Analysts say move to sell consultant Parsons Brinckerhoff shows firm has abandoned its long-term strategy
Balfour Beatty has abandoned its long-term strategy of diversifying into a global infrastructure and professional services company after announcing it intends to sell consultant Parsons Brinckerhoff, analysts have said today.
This morning Balfour Beatty posted a £30m profit warning, as a result of a forecast profit shortfall in its £2.8bn turnover UK construction business, as well as saying in intends to sell infrastructure consultancy Parsons Brinckerhoff, which it bought for £380m in 2009.
Alongside the announcement the firm said group chief executive Andrew McNaughton had resigned after just 13 months in the post.
Balfour Beatty said the move to “evaluate options for the possible sale” of Parsons Brinckerhoff was the outcome of a strategic review, with the firm looking to refocus on its core UK and US construction markets as well as its investment portfolio.
Balfour Beatty’s share price was down 19% in trading this afternoon following the announcement.
Responding to the news, Kevin Cammack, analyst at Cenkos said: “Balfour Beatty is here chucking out five years of its previous strategy to penetrate higher growth markets driven by professional services, following a strategic review that we weren’t told was happening, in order to focus on becoming an Anglo-US contractor.
“So on the back of the disappointing performance of UK construction, they seem to be sacrificing all of that ambition and history, and probably the best part of the business.
“If anything Parson Brinckerhoff has been the shining star of the business. [Selling it] is a retrograde step that means any hope of raising the group profit margin has been lost, and it will be seen as a panic measure.
“Balfour Beatty is saying all the problems are here in UK construction, at the same time as this is the very business it’s now telling investors is the future of Balfour Beatty.
“The image of Balfour Beatty that [previous group chief executive] Ian Tyler had, and which presumably Andrew McNaughton had been signed up to working to deliver, is now gone forever.
“They’ll never get out of low margin cyclical construction and deliver the integrated global business they aspired to now.

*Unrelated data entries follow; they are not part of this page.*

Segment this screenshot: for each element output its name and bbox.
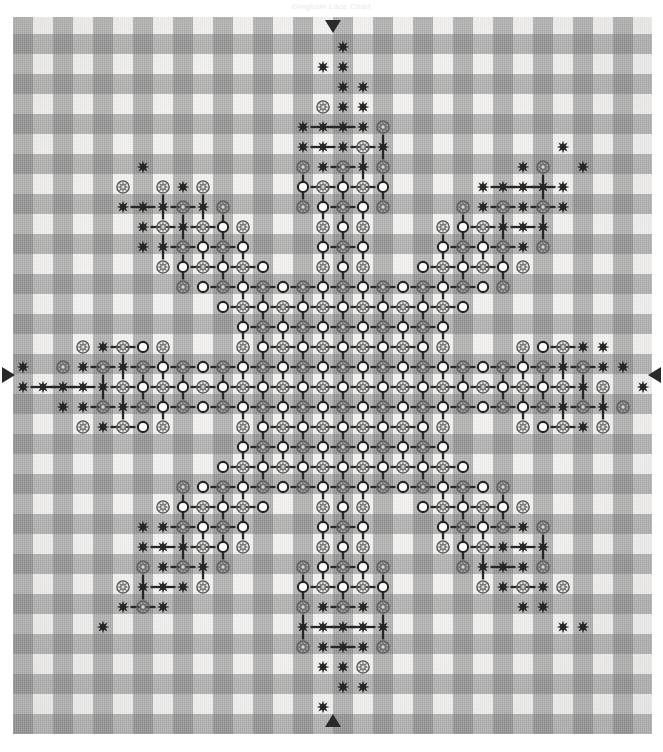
center-marker-top-icon (325, 20, 341, 33)
center-marker-bottom-icon (325, 714, 341, 727)
page-caption: Gingham Lace Chart (0, 0, 663, 13)
gingham-fabric (13, 17, 652, 734)
stitch-symbol-layer (13, 17, 652, 734)
center-marker-left-icon (2, 367, 15, 383)
center-marker-right-icon (648, 367, 661, 383)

They tried and they failed.”
Stephen Rawlinson, an analyst at Whitman Howard, said Balfour Beatty had “effectively abandoned [its strategy] as it did not work in three of the worst years in the construction sector’s history”.
He said: “The strategy of providing a ‘soup to nuts’ infrastructure services operation is sound but has not been implemented.”
He said Balfour Beatty’s problems were “about poor management and failure to implement a good strategy over many years … and not the markets in which it and others operate”.
He added: “It will take 6-9 months for Balfour Beatty to find out which way is up. In the meantime new work will be hard to win and it may start to get too close for comfort to bonding and covenant constraints if not very careful.
“In the meantime it may be that the company gets into the target sights of a bidder. To outsiders it may be that a US or a continental European entity may see value in the business.”